Every generation faces its own challenges.
For today’s young people, these challenges are evolving faster than ever before. Digital transformation, artificial intelligence, climate change, and demographic shifts are reshaping the way we learn, work, and live.
In this rapidly changing world, knowledge alone is no longer enough. Young people need skills that enable them to adapt, innovate and lead.
This is precisely what World Youth Skills Day, observed each year on 15 July, reminds us of.
The need could hardly be more urgent. According to the International Labour Organization, almost 65 million young people worldwide are unemployed, while millions more work in insecure or informal jobs with limited opportunities for development.

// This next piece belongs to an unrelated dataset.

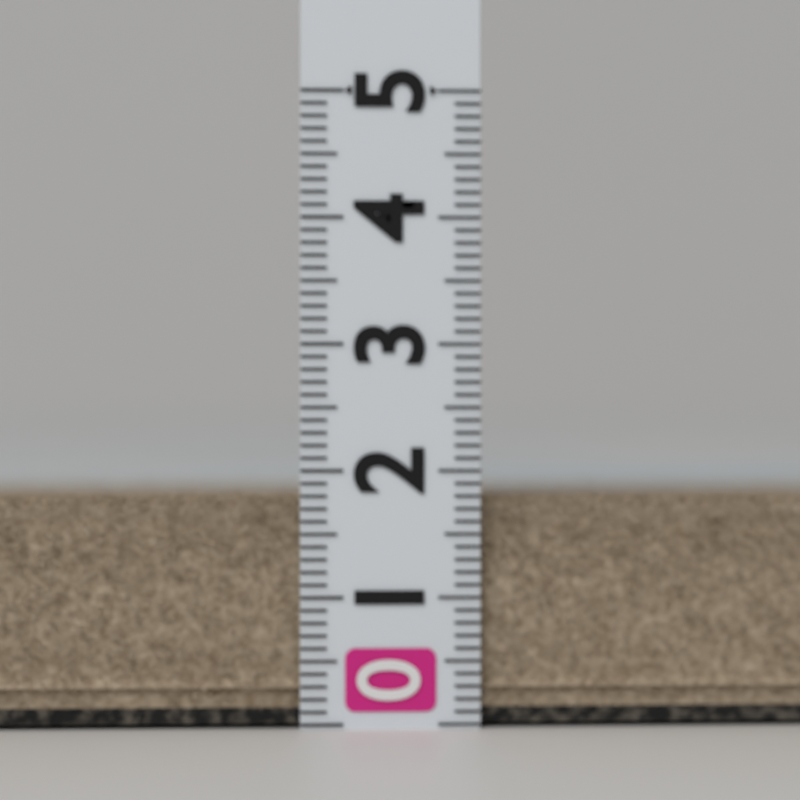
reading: 1.8 (no unit)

At the same time, the World Economic Forum’s Future of Jobs Report 2025 estimates that 39% of workers’ core skills will change by 2030, making lifelong learning an essential requirement rather than an option.

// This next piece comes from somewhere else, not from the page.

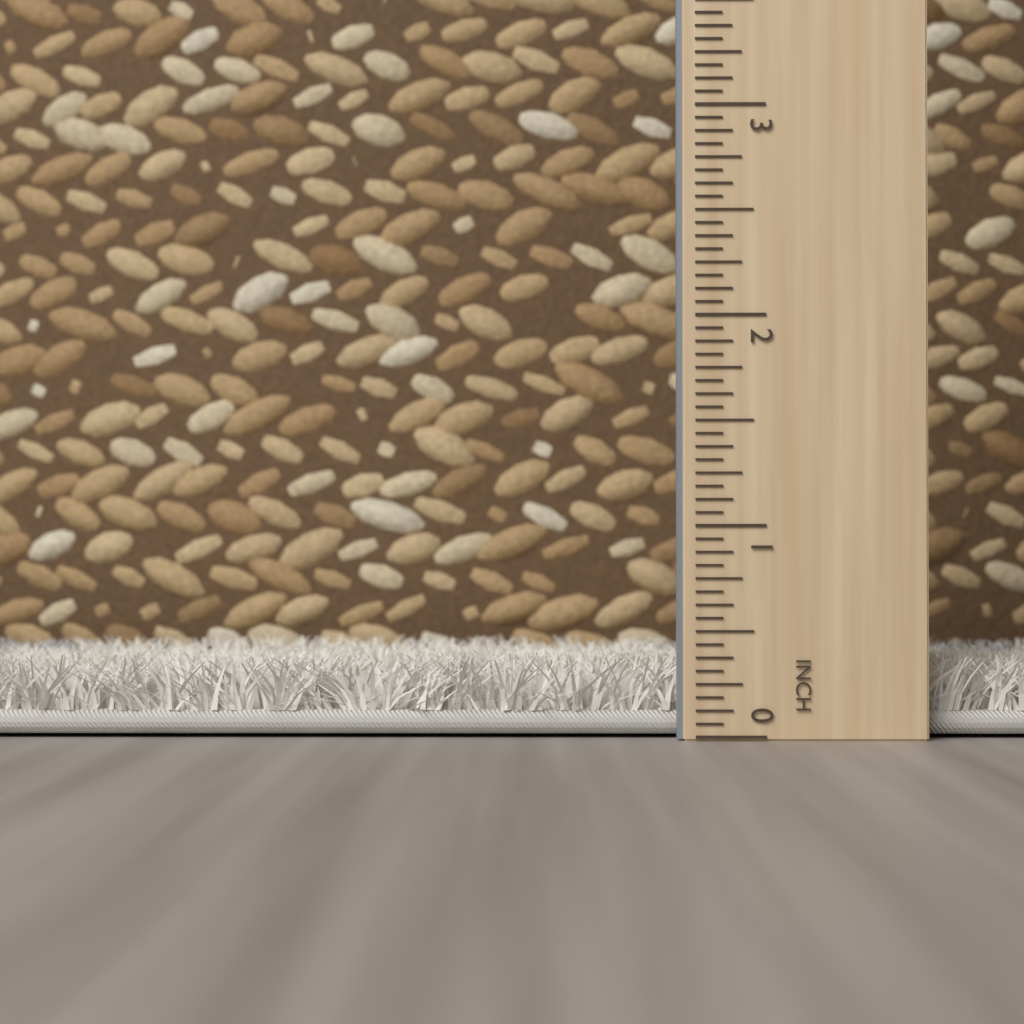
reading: 0.3750 inch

Education remains the foundation, but skills determine how knowledge is applied.
Critical thinking, communication, teamwork, resilience, creativity, and digital competence have become just as important as technical expertise. They enable young people not only to find employment but to shape the future.
Sport offers valuable lessons in this context. Every athlete understands that talent alone is never enough. Success is built through discipline, perseverance, teamwork, responsibility, and the willingness to improve every single day.

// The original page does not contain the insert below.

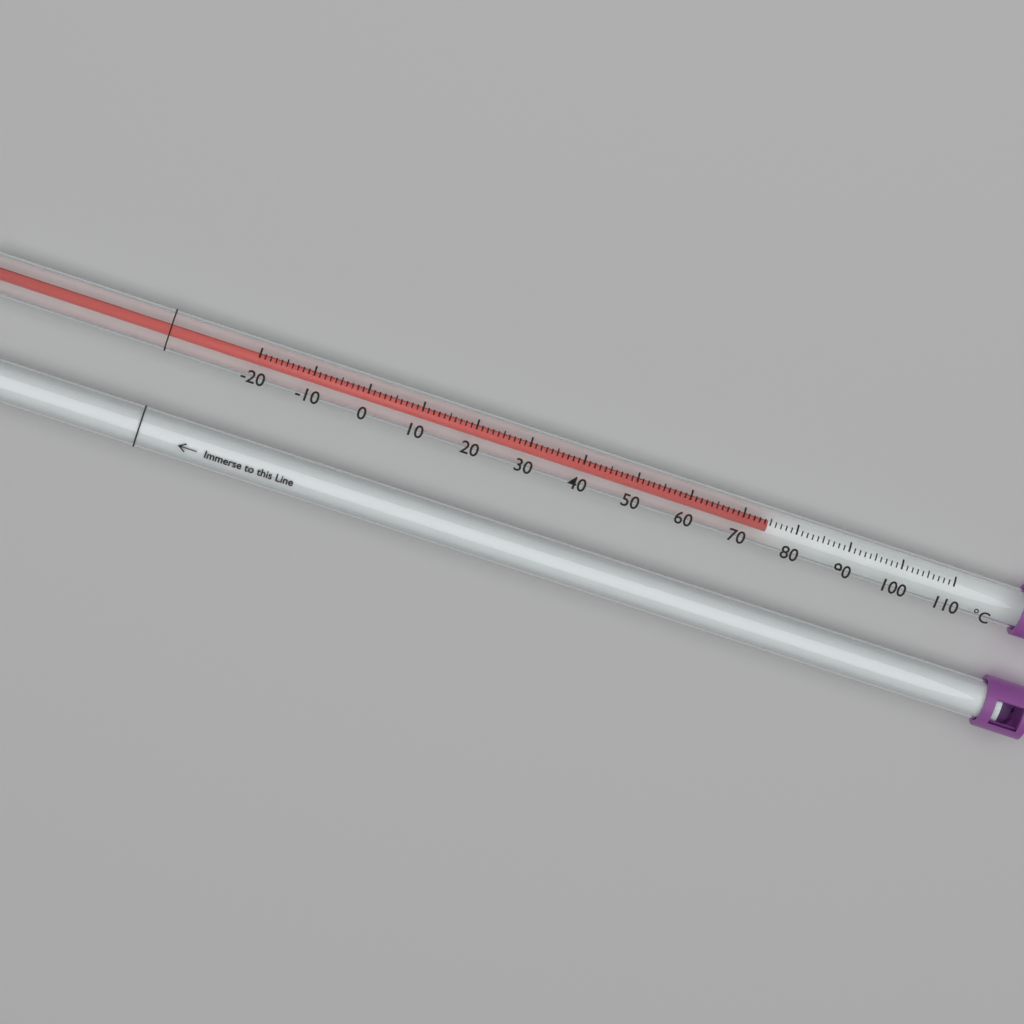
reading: 75 °C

These are not only sporting values - they are life skills. They prepare young people to navigate uncertainty, overcome setbacks and embrace new opportunities with confidence.
,,Throughout my life, I have witnessed how sport can transform young people. It teaches responsibility, strengthens character and creates self-belief. This is why investing in youth skills means investing in our collective future,” says Ann Kathrin Linsenhoff.
Governments, schools, businesses, sports organizations and civil society all share a responsibility to create opportunities for young people to learn, develop and realise their potential.
The greatest investment we can make is not only in infrastructure or technology, but in people.
Because every young person who gains the confidence, education, and skills to contribute becomes part of the solution to the challenges our societies face.
On this World Youth Skills Day, we are reminded that the future is not something we simply wait for.
It is something we prepare for - by empowering the next generation with the knowledge, skills and values they need to build it.